Author
Abstract
We study a contest-theoretic model of adversarial investment in which an attacker and a defender allocate resources to AI-augmented capabilities across multiple attack surfaces. The attacker's investment operates through two channels: it amplifies offensive potency unconditionally and erodes defensive effectiveness conditionally, generating an adversarial discount that deepens endogenously with the defender's own investment. We derive a closed-form arms race ratio decomposing the relative marginal effectiveness of offensive and defensive investment into six structural primitives and establish equilibrium uniqueness and global convergence under a continuous best-response dynamic.
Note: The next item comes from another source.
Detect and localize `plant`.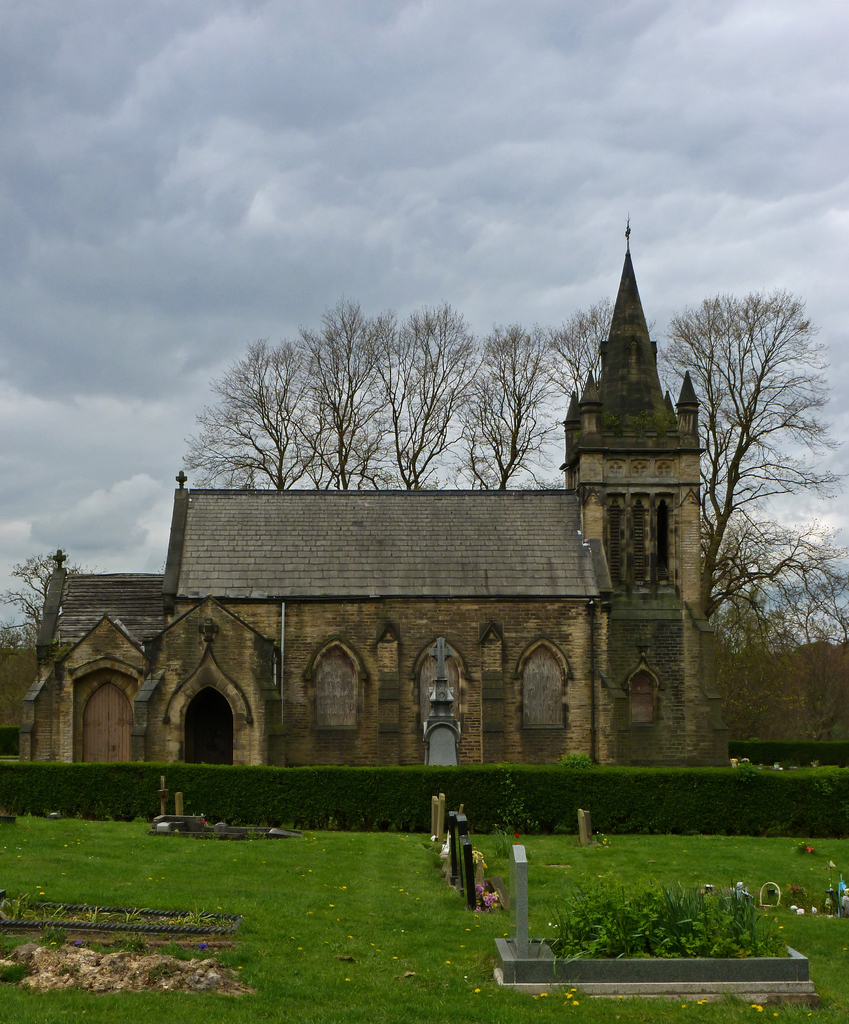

The central result concerns signal cross-correlation, the degree to which threat intelligence on one surface informs detection on another. With full cross-correlation, the arms race ratio is independent of the number of attack surfaces: the attacker's structural advantage from surface proliferation is completely neutralized. Under the benchmark full-dilution case, without cross-correlation, per-surface defense effectiveness vanishes as the attack surface grows. Extending the analysis to heterogeneous defenders facing an attacker who targets by expected value, we argue that the model points to a dual inefficiency: overinvestment in private defense (a zero-sum redirective externality) and underinvestment in shared signal correlation (a public good). These formal results, together with public-good reasoning outside the base model, characterize when collective information aggregation can dominate private capability investment as the decisive margin in adversarial contests.
Suggested Citation
James W. Bono, 2026.
"The Adversarial Discount -- AI, Signal Correlation, and the Cybersecurity Arms Race,"
Papers
2605.04336, arXiv.org, revised May 2026.